In January, Robert F. Kennedy, Jr. bragged about having met with President-Elect Donald Trump about chairing a presidential commission on vaccine safety. In the intervening eight months, no commission has materialized, but, if you can believe his account, Kennedy has been meeting with government officials to promote his antivaccine views at the behest of the Trump administration. As long as that continues, pro-science advocates can’t afford to rest easy.
Search: “Robert Kennedy”
We found 475 results for your search.
Dr. Robert Malone, “inventor of mRNA vaccines,” while still straining to maintain a pretense of being provaccine, went full antivaccine this week and is drifting farther and farther from reality and deeper and deeper into conspiracy theories.
The BMJ recently published an “exposé” by Paul Thacker alleging patient unblinding, data falsification, and other wrongdoing by a subcontractor. It was a highly biased story embraced by antivaxxers, with a deceptively framed narrative and claims not placed into proper context, leading me to look into the broader question: WTF happened to The BMJ? (Updated and revised from a week ago.)
Neil deGrasse Tyson invoked the concept of a scientific consensus while supporting vaccines in his debate with Del Bigtree. Why was his statement about how “individual scientists don’t matter” compared to scientific consensus so triggering to antivaxxers? Why do antivaxxers reject the very concept of a scientific consensus and promote a hyper-individualistic view of how science should be conducted?
Old school antivaxxer Jennifer Margulis goes new school with COVID-19 antivaccine conspiracy theories as satire. Her satire fails, both as satire and in accuracy.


EXERCISE OBJECTIVE:
Locate the lines of the listing below that hold "pixels", then copy each of them.

DATA:
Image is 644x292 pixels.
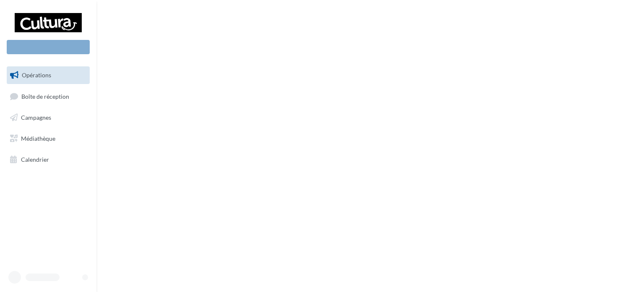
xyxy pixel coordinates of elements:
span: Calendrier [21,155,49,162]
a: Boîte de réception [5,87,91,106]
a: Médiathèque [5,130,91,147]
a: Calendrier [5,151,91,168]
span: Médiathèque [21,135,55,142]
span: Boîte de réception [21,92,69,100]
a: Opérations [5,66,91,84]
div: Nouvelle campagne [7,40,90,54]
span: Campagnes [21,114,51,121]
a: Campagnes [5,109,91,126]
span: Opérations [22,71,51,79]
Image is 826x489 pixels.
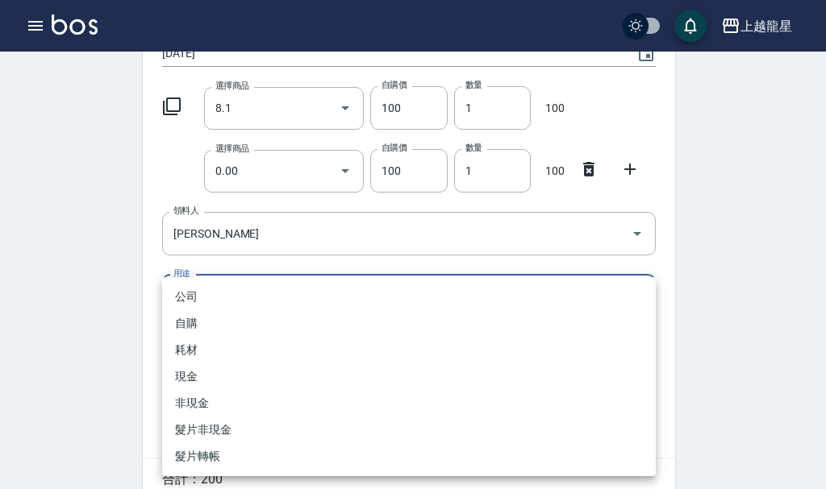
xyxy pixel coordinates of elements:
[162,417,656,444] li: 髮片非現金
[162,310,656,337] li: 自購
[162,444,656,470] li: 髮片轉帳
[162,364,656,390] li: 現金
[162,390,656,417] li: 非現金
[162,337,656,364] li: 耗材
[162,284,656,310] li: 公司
...
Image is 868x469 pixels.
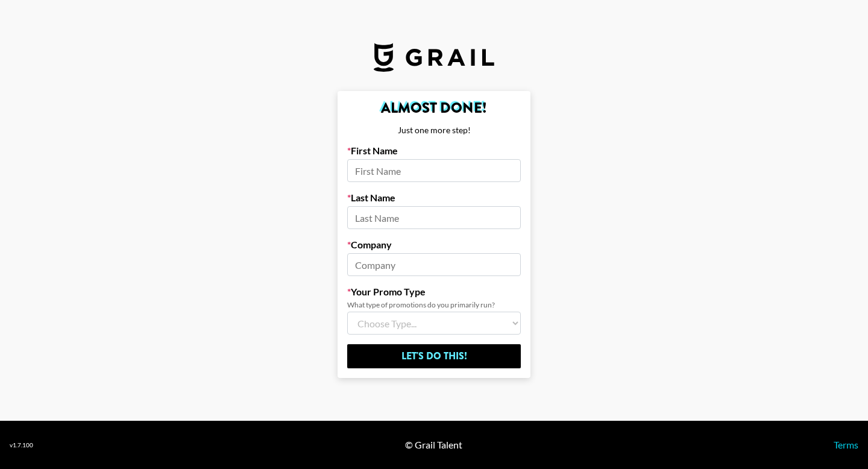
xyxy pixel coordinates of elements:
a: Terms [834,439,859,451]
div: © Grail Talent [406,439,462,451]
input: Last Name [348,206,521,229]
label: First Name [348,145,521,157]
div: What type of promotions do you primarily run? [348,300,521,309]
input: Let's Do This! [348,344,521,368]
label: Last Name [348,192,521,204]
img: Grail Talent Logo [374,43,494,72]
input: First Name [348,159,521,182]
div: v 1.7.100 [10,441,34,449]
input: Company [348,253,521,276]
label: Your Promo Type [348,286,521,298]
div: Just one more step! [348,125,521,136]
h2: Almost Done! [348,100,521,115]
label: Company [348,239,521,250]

RESULT FOR THIS TASK:
Image is 644x292 pixels.
Image is 826x489 pixels.
Image is 868x469 pixels.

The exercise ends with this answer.